I’ve never watched Eastenders. I’ve seen bits and pieces, usually on Christmas day when someone else wants to watch it and I can’t move. One year it was on before Doctor Who and there was a very strange scene with people driving around a junk yard for no reason until one of them was killed. It might’ve been New Year’s Eve. It was still stupid. So I only knew Wendy Richard (and that was from “Are You Being Served?”) and no doubt there were gags which went over my head. I did love Dimensions in Time when I first saw it – it was a festival, a feast if you prefer, where you never knew who was going to appear next. I recognised all but one of the companions. I asked the chap in K9 books who she was. “Anneke Wills” he replied. He pronounced her first name “Ah-knee-kah” which for all I knew was right. I’ve always said it as in Rice.

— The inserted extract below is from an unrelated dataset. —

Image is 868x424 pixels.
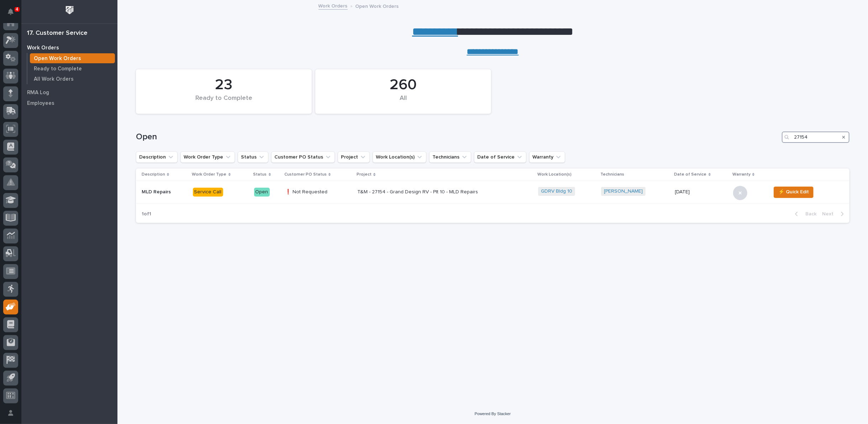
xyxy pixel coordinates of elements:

Then there was Pertwee appearing on Noel’s House Party – another show I’d never seen before. I wasn’t impressed. Then Pertwee turns up in one of his convention jackets and they did a bit of banter before screening part two. There was fury in the fan press (DWB) about Edmonds insisting on cuts to reduce the length of this intrusion into his high brow world of gunge and tired hidden camera based humour. There was also fury at JNT showing it at a convention in America and charging people for 3D specs. It was for charity – sometimes I think they went looking for sticks with which to beat him.

The much vaunted 3D was rather good for what it was. I must admit I found the Tomorrow’s World explanation of the 3D effect more interesting than Dimensions in Time itself. I can see why it never took off but it was reasonably successful if you didn’t mind wearing cardboard glasses. JNT had plastic ones and looked a bit silly. But it was for charidee. I’ve only ever seen one other use of that keep-the-camera-moving-round 3D effect – a late night German entertainment programme of the early 90s which suited 3D more than Doctor Who did.